Friday 12 November 2010

A Compact Early-type Galaxy at z = 0.6 Under a Magnifying Lens

By Auger et al.

Figure 1. Keck LGS-AO imaging of the EEL SDSSJ1347-0101 (left). The image is well modelled using a singular isothermal ellipsoid mass distribution for the lensing mass, a single Sersic component for the lensing galaxy, and a two-component de Vaucouleurs and Sersic profile for the background source (right), while a single-component fit to the source leaves a ring of residual flux (centre); the scaling of the two residual plots is set to saturate at 3 times the background noise level. The Kp-band imaging reveals an observed source magnitude of 17.6 but this is corrected to 20.3 when the magnification from lensing is taken into account; the inferred stellar mass of the source is 10^10.9M⊙ and the half-light radius of the two-component surface brightness model is 0.′′16 or 1.1 kpc at the redshift of the source.

Thursday 4 November 2010

Rapid QSO shutdown in Hanny's Voorwerp

Schawinski et al (2010, http://arxiv.org/abs/1011.0427) presents interesting X-ray observations of Hanny's Voorwerp. They argue that the light from the Voorwerp (the green fuzz above) is caused by ionizing radiation from an AGN in the center of the host galaxy IC 2497. However their X-ray data show only a weak AGN, much too weak to explain the emission lines in the Voorwerp they argue (by 2-4 orders of magnitude). The inference is thus that the Voorwerp is a light echo of a QSO phase that terminated < 70,000 years ago. This is a rapid turn-off and more extreme than what you would expect by scaling up an X-ray binary for instance.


Requirement
One line at a time, check the entries below for the word "extra", and copy each line that has it.

Material to process
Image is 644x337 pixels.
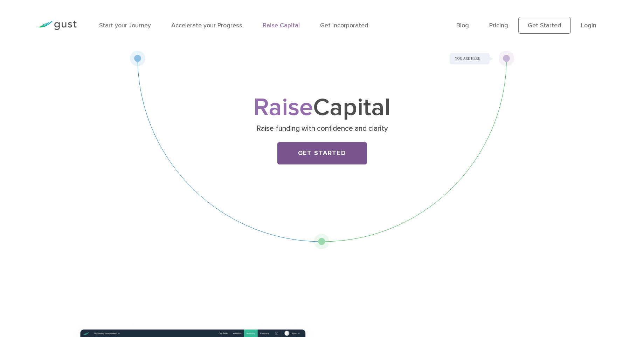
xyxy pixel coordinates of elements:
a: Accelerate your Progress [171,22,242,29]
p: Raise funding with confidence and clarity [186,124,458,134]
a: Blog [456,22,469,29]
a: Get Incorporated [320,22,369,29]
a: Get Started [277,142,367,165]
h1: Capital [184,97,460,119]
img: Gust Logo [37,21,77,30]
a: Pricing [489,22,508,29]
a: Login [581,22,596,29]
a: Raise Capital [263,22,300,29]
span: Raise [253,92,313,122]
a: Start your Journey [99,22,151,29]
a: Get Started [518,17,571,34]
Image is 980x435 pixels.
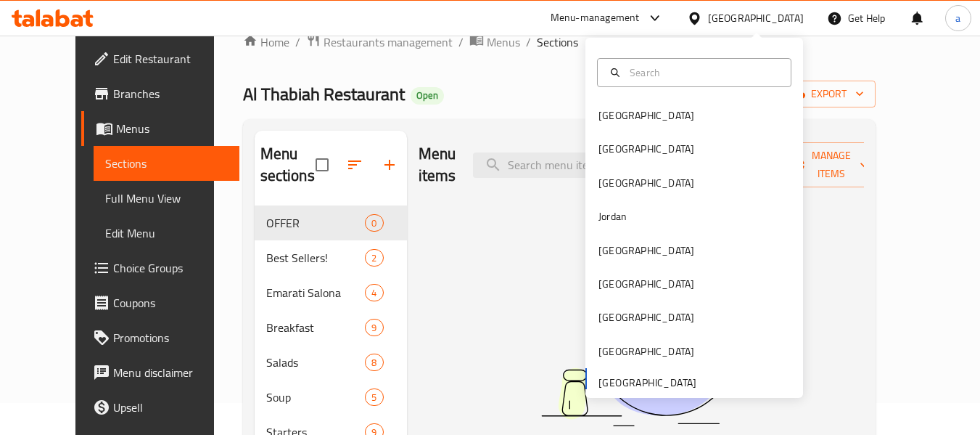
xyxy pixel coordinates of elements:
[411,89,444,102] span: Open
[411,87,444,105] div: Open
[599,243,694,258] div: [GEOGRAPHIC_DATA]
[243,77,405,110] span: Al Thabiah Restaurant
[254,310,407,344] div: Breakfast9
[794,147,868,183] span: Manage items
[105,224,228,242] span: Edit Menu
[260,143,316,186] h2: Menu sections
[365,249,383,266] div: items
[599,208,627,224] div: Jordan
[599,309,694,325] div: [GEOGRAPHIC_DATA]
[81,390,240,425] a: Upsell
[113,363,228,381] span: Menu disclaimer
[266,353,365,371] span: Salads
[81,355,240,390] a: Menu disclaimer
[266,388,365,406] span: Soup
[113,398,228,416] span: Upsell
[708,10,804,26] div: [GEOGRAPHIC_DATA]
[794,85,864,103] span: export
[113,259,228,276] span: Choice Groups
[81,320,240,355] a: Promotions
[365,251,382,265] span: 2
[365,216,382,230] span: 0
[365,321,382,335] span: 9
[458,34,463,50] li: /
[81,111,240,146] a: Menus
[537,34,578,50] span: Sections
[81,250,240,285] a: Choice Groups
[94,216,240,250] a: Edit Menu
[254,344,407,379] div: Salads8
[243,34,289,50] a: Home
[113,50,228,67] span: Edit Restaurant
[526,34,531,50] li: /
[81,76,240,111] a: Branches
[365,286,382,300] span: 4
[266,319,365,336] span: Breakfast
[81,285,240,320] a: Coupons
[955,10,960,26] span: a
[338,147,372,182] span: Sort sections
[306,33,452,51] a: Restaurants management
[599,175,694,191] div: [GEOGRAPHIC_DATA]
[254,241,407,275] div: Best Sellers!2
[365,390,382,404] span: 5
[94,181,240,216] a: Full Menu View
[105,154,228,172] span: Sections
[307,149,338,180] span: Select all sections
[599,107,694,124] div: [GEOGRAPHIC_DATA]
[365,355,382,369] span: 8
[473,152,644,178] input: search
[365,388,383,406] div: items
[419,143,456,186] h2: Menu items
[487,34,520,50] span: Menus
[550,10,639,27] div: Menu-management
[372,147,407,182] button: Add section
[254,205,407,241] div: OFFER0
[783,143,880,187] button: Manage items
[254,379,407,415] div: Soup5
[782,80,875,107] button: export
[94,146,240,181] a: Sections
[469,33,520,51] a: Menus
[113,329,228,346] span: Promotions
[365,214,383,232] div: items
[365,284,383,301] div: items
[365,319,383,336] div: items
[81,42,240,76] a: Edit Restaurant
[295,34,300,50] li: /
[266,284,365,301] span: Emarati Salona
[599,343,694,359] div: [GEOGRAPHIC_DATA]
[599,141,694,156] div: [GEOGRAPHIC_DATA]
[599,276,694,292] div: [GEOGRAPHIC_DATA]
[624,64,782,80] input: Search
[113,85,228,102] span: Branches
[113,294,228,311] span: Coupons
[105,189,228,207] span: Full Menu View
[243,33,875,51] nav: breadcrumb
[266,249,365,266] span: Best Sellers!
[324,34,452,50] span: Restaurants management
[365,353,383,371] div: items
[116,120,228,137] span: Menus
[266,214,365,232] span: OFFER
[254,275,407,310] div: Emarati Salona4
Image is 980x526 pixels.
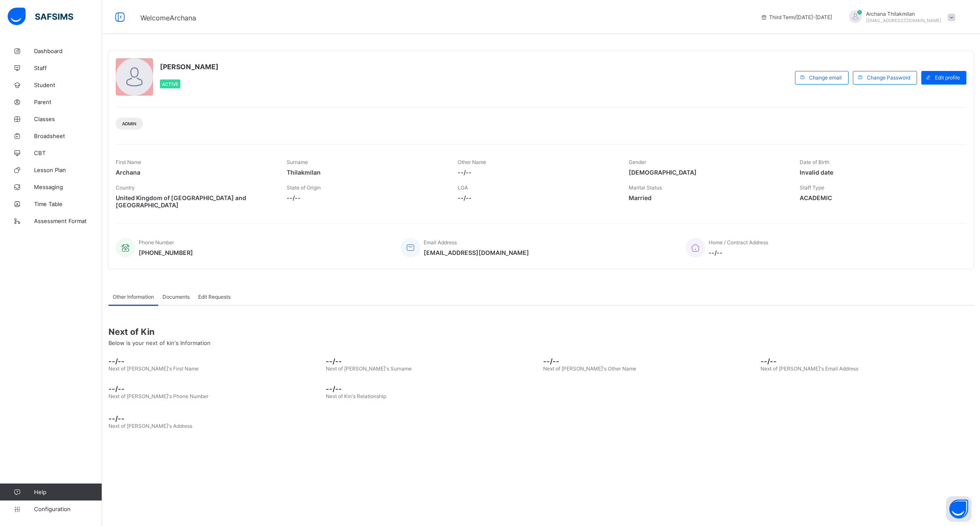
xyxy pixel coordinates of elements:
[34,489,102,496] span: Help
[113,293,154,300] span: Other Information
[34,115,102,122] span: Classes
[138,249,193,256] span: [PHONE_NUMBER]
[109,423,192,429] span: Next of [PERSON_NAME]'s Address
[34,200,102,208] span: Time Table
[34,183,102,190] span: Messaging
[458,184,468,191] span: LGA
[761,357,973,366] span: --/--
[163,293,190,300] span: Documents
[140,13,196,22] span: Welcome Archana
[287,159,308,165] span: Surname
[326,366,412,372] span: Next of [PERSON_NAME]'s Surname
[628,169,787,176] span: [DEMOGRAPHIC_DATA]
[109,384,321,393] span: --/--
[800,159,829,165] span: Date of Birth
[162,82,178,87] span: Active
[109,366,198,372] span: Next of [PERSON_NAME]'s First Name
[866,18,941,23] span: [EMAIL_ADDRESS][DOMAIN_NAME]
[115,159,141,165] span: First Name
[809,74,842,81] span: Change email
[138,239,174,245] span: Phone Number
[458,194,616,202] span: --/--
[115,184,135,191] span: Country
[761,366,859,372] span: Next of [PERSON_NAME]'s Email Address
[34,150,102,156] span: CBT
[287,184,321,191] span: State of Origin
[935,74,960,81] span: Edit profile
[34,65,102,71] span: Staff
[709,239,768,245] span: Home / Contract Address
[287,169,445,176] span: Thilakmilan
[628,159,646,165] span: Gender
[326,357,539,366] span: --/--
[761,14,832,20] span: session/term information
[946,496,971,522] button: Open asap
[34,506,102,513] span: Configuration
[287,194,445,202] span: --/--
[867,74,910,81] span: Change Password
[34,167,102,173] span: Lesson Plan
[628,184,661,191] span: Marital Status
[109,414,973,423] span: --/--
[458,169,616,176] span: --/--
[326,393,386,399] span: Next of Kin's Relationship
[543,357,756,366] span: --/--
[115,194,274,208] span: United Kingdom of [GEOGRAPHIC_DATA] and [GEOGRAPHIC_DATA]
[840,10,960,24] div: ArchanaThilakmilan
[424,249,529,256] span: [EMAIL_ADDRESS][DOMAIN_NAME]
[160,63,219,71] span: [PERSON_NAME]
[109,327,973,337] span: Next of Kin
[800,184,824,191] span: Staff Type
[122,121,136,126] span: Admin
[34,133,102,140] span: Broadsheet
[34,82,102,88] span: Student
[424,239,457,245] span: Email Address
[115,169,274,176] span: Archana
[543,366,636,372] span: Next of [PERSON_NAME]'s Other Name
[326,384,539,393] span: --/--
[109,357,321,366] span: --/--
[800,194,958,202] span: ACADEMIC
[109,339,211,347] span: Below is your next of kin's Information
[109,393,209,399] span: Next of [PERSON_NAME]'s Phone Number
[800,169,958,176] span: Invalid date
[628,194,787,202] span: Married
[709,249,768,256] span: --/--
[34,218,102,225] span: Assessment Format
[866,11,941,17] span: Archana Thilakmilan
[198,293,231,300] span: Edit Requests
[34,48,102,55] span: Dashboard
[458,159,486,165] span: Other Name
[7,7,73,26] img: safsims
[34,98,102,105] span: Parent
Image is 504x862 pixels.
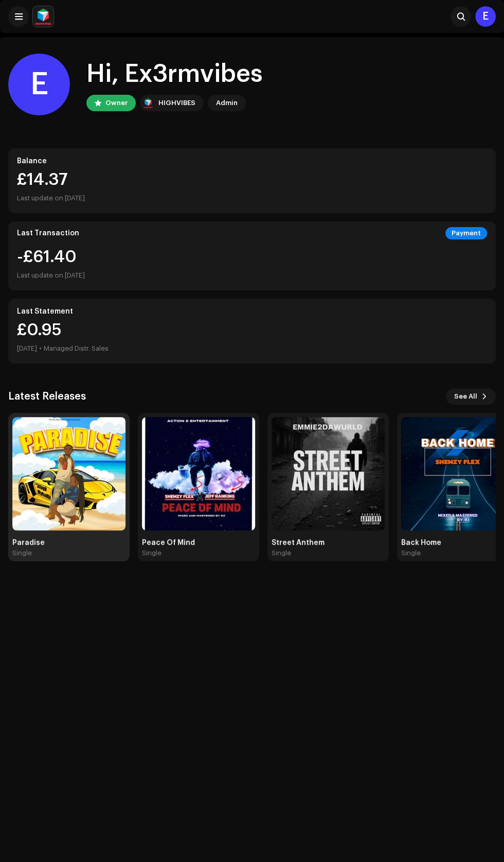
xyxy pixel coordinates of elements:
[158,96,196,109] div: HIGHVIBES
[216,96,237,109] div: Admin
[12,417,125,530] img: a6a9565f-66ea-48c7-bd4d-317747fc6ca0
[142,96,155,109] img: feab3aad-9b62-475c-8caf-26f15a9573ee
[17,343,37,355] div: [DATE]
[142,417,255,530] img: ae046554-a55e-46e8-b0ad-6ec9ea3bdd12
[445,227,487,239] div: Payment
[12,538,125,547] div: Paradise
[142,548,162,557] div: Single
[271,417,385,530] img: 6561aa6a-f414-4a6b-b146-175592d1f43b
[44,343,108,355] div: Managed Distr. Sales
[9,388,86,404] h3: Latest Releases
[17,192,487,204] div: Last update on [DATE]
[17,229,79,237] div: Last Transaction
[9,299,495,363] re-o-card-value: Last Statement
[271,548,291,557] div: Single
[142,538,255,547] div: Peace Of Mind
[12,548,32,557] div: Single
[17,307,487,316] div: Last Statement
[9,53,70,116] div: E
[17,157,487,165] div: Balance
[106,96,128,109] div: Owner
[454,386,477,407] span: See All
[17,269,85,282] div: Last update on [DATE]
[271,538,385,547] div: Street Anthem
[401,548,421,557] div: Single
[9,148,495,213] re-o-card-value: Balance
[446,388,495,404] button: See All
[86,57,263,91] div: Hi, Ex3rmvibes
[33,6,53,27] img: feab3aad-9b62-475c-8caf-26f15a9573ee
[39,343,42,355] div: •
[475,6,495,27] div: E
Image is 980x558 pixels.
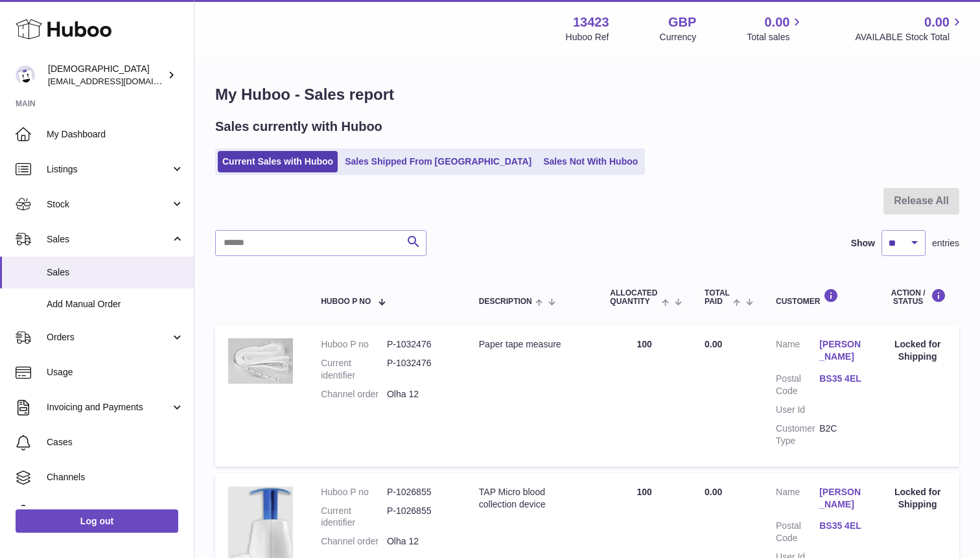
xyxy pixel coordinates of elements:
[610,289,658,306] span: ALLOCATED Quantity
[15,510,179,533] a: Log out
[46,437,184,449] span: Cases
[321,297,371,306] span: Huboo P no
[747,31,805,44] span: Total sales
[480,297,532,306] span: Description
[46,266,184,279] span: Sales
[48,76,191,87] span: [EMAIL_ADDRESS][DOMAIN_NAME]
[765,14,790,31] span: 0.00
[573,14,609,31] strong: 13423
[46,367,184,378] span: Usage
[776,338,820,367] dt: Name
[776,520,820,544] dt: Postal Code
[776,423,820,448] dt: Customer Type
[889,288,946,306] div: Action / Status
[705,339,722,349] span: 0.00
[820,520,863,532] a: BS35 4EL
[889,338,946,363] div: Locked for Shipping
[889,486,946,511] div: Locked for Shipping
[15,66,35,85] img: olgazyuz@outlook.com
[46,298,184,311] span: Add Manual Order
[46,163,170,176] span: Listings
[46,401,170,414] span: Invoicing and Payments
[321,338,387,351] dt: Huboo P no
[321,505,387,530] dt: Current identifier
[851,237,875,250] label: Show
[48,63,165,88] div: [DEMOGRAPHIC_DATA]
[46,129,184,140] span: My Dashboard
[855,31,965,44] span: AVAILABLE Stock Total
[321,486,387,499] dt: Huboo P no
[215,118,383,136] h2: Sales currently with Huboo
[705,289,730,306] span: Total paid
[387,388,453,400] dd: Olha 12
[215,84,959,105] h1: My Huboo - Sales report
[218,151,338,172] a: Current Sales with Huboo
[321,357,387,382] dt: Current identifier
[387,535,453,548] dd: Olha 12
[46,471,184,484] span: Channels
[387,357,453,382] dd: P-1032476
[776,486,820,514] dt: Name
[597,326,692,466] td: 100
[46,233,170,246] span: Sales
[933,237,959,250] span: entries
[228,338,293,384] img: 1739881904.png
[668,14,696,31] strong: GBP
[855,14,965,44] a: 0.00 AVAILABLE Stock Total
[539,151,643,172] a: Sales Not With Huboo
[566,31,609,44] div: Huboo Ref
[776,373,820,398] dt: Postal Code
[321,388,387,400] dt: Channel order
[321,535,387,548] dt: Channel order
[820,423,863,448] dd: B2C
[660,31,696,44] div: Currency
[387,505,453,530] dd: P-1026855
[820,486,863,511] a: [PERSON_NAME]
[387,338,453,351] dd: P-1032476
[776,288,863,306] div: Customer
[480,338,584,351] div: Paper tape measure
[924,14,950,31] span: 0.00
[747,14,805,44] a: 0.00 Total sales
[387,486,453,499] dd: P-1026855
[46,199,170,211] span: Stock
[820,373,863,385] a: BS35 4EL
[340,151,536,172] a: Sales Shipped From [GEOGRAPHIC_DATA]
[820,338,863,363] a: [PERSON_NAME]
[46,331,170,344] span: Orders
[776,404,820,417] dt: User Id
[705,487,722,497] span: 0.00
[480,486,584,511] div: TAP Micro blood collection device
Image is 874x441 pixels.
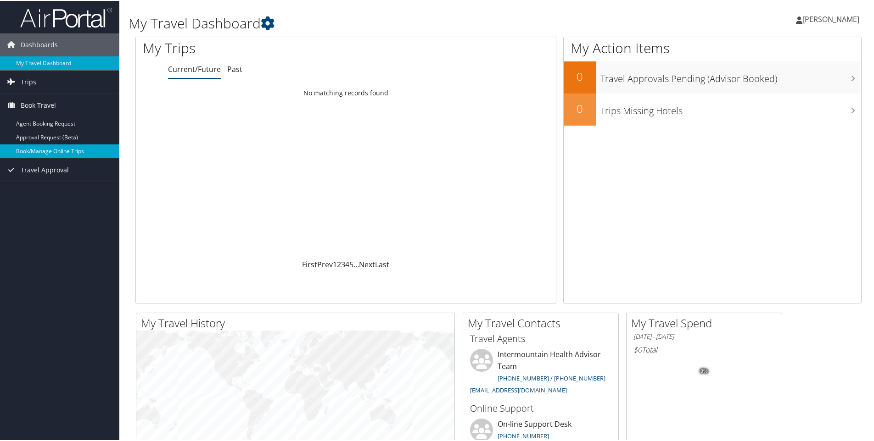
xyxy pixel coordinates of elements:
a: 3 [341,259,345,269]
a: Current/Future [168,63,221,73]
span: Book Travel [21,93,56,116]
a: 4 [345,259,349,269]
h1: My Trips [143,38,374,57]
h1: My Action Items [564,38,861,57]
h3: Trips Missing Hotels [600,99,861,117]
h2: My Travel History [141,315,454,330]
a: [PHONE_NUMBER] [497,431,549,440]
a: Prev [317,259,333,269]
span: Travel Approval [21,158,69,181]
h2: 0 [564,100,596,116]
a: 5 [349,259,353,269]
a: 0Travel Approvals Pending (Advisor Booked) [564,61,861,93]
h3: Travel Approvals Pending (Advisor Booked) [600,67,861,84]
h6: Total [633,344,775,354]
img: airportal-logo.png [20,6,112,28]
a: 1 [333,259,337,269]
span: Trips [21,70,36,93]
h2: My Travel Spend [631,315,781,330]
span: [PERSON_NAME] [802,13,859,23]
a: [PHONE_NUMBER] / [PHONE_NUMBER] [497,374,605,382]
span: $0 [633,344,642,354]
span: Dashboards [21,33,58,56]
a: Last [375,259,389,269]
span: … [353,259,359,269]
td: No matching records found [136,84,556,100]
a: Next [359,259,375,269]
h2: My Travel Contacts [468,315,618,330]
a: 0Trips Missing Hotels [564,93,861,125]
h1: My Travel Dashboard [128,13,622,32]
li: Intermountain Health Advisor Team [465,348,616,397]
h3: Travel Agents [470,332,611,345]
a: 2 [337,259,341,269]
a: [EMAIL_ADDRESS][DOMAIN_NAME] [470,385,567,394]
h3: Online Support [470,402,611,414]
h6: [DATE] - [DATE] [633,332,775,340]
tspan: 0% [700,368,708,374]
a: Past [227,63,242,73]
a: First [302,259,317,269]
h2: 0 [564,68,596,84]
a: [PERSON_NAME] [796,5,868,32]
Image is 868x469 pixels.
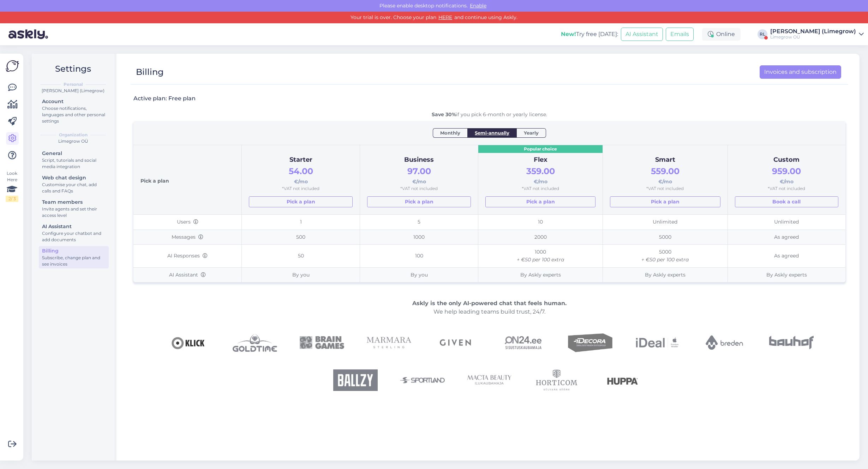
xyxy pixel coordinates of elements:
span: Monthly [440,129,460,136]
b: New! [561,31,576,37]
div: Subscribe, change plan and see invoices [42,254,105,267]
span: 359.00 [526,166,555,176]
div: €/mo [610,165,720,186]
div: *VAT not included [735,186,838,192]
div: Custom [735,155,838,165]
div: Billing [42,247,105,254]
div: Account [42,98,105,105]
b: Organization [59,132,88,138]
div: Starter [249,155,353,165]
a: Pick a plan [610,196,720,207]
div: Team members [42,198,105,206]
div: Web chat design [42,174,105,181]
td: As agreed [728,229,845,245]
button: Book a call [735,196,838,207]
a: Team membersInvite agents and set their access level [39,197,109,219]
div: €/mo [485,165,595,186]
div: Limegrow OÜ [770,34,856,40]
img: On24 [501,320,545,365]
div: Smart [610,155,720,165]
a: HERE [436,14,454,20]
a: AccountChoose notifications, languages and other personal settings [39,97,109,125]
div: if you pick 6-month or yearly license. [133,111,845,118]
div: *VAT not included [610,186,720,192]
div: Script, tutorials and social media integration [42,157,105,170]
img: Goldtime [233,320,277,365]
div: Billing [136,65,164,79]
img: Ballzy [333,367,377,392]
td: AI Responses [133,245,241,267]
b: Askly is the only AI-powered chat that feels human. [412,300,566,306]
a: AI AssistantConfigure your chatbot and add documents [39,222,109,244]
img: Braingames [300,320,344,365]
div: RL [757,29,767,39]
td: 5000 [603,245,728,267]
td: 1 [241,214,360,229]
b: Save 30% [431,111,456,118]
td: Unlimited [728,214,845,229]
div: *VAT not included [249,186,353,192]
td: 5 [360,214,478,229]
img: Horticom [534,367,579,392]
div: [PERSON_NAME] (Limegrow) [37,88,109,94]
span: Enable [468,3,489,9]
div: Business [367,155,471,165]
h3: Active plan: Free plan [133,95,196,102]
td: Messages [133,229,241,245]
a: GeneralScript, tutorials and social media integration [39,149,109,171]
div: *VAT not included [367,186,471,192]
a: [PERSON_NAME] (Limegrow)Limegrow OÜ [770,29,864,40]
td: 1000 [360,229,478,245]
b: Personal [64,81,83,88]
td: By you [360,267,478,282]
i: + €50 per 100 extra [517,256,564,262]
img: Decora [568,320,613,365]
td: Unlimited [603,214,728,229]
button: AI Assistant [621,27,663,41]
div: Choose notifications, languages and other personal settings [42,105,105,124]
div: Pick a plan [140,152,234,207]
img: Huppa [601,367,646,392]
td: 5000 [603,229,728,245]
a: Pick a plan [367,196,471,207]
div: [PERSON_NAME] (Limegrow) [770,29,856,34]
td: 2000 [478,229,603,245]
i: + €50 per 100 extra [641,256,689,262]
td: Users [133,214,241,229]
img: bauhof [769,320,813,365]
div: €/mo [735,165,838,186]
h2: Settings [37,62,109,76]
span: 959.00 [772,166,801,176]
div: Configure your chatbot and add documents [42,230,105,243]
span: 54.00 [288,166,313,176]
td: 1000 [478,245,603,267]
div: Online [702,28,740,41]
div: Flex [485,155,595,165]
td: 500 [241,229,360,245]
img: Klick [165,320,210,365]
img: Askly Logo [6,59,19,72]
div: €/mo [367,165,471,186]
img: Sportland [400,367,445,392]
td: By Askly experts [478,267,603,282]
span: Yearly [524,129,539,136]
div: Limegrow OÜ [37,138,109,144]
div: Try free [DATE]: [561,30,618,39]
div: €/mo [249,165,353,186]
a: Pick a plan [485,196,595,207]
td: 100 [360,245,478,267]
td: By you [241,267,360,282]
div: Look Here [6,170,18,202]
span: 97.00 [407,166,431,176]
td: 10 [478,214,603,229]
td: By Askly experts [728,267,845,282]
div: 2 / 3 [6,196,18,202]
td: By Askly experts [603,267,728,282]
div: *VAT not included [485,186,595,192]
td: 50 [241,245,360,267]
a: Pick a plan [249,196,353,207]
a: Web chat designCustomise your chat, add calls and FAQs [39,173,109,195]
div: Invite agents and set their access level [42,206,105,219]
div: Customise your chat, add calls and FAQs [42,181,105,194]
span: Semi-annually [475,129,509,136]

Output for this task
i: + €50 per 100 extra [517,256,564,262]
i: + €50 per 100 extra [641,256,689,262]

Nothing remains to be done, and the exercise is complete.